Imagine screaming down the front straight at your favorite track, when suddenly your engine begins to bog and sputter. You look over at the gauges and discover a loss of fuel pressure, and then the engine dies. You pull off track, and try to refire it but it won’t cooperate.
After being towed back in, just for curiosity’s sake, you turn hit the starter button and it fires right up, like nothing happened. What the … ?
On carbureted cars, you could have boiled the fuel, causing a condition known as vapor lock. On fuel-injected cars, it’s more like you are experiencing a condition known as cavitation. Their symptoms are similar. We sat down for a telephone interview Rob Scharfenberg, chief engineer at Fuelab, to find out the causes and cures for these phenomena. For NASA racers with carbureted cars, let’s explore vapor lock first.
“Traditional vapor lock, as in older carbureted systems, the fuel is boiling because the fuel line is running near the engine and it prevents fuel from flowing because you’re producing pressure from the vapor itself and that’s preventing fuel flow, and that will stop an engine,” Scharfenberg said.
Fuel boils at anywhere from 100 to 400 degrees, according to EngineeringToolbox.com. To correct the problem, it could be as simple as insulating fuel lines that supply fuel to the carburetor. It also could mean rerouting them away from heat sources. You want to reduce a fuel line’s exposure to heat sources anyway, Scharfenberg said, because hot fuel decreases power output. Here’s why.
“Just as cold-air induction increases horsepower, the same can be said for the fuel going in there,” he said. “The colder it is, the more mass of reactants per volume that the engine is pumping is higher. So if you look at an engine that’s only capable of so much volumetric flow rate, if you want more power you can increase the mass that it’s getting. The colder the fuel the more mass per unit of volume.”
Cavitation exhibits similar symptoms, but can result in damage severe enough to warrant replacing the fuel pump. When conditions are right, fuel will vaporize within the fuel pump itself. The higher the temperature of the fuel, the more likely it can happen. Likewise the more restriction on the fuel pump inlet the more likely it can happen. Also, the higher the pressure the pump operates at, the more likely cavitation can occur.
According to Wikipedia, information Scharfenberg verified as correct, cavitation is “the formation of vapor cavities in a liquid, small liquid-free bubbles or voids that are the consequence of forces acting upon the liquid. It usually occurs when a liquid is subjected to rapid changes of pressure that cause the formation of cavities where the pressure is relatively low. When subjected to higher pressure, the voids implode and can generate an intense shockwave.”
That shockwave is what does the damage. It happens on boat propellers, too. If you see a propeller with bunch of pits on the pressure (back) side, that’s damage from cavitation.
“For high-flow systems, a lot of times you see sumps instead of pickup tubes,” Scharfenberg said. “A pickup tube is more restrictive and makes a system more prone to cavitation. Sumps are used not only to capture the fuel, but their primary purpose is to make it easier to feed the pump.”
When devising a fuel system on your racecar, any fine filters, check valves or cross-drill fittings should come after the pump. You also want to reduce restriction in the inlet side as much as possible.
Fuelab minimizes the conditions for cavitation with its variable-speed Prodigy fuel pumps, which accomplishes a few things. First, it minimizes fuel return due to oversupply. Recirculating fuel transfers heat into it, which increases the chances of cavitation. Second, variable speeds mean the pump itself reduces turbulence when necessary, but also means less current draw and less heat generated through electrical resistance. Further, the slower the pump turns, the longer it takes fuel to return to the tank, which gives it more time to cool off. The Fuelab pump can be controlled through aftermarket ECUs or with the company’s proprietary regulator, which sends signals to the microprocessor in the pump itself.
“Our fuel pump, that capability is automatically built in because we have a DC brushless system. Basically, that means we have electronics built into it that control the motor itself,” Scharfenberg said. “We also have a patented regulator that actually senses engine demand by looking at return line flow rate that comes through the regulator. A pressure transducer monitors the return rate. Below a certain value it increases supply. Above a certain value, it decreases supply.”
That’s probably more information than you need on fuel supply and demand, unless you’re that guy in the car that quit on the front straight. Then it might be just enough.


THE PROBLEM | The word "Image" may appear in lines of the data below. Say how many lines hold it, giving only the number.

INFORMATION PROVIDED START

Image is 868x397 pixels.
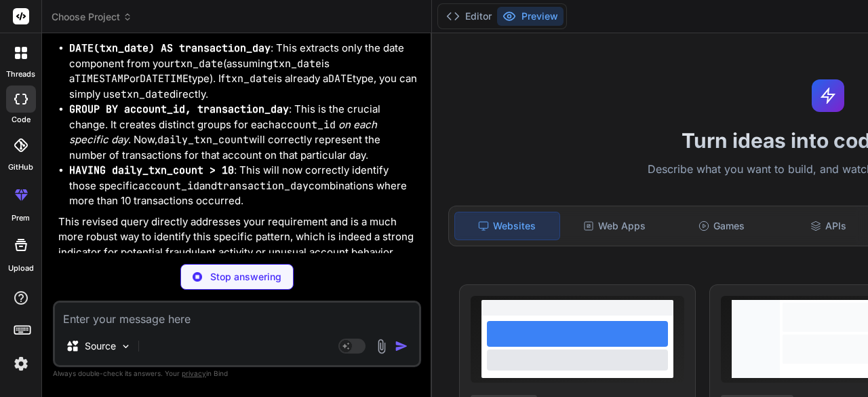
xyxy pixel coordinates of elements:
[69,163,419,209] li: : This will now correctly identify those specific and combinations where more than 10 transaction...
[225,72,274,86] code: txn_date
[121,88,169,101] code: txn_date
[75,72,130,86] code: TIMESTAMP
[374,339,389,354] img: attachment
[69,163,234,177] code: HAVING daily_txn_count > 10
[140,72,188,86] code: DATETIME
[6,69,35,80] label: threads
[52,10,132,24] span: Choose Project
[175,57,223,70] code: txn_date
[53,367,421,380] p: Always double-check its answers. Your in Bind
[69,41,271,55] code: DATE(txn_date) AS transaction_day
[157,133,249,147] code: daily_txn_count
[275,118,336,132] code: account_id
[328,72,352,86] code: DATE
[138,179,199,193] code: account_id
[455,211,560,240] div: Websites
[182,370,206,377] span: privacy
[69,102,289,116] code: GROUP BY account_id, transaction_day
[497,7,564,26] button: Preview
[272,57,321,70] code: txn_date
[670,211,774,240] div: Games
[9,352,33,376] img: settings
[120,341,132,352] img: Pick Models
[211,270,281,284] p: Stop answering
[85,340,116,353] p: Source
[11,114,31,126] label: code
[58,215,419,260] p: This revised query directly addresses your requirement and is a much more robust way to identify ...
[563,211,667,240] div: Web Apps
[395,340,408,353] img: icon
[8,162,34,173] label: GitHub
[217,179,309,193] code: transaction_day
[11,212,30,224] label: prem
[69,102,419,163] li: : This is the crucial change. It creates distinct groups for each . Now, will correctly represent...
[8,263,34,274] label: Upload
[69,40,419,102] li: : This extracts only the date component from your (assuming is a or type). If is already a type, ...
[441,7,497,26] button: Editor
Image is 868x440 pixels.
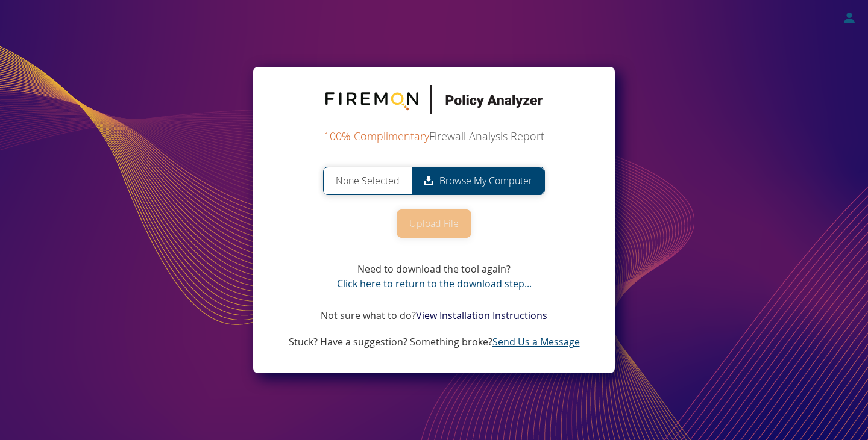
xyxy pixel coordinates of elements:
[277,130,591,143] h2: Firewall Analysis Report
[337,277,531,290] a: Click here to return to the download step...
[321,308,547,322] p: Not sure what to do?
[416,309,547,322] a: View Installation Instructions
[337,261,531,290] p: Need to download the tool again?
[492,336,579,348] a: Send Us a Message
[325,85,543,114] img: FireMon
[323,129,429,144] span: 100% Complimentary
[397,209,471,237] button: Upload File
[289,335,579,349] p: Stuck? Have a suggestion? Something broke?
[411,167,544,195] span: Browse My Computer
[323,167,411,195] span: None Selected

INFORMATION PROVIDED END

OUTPUT FOR THIS TASK | 2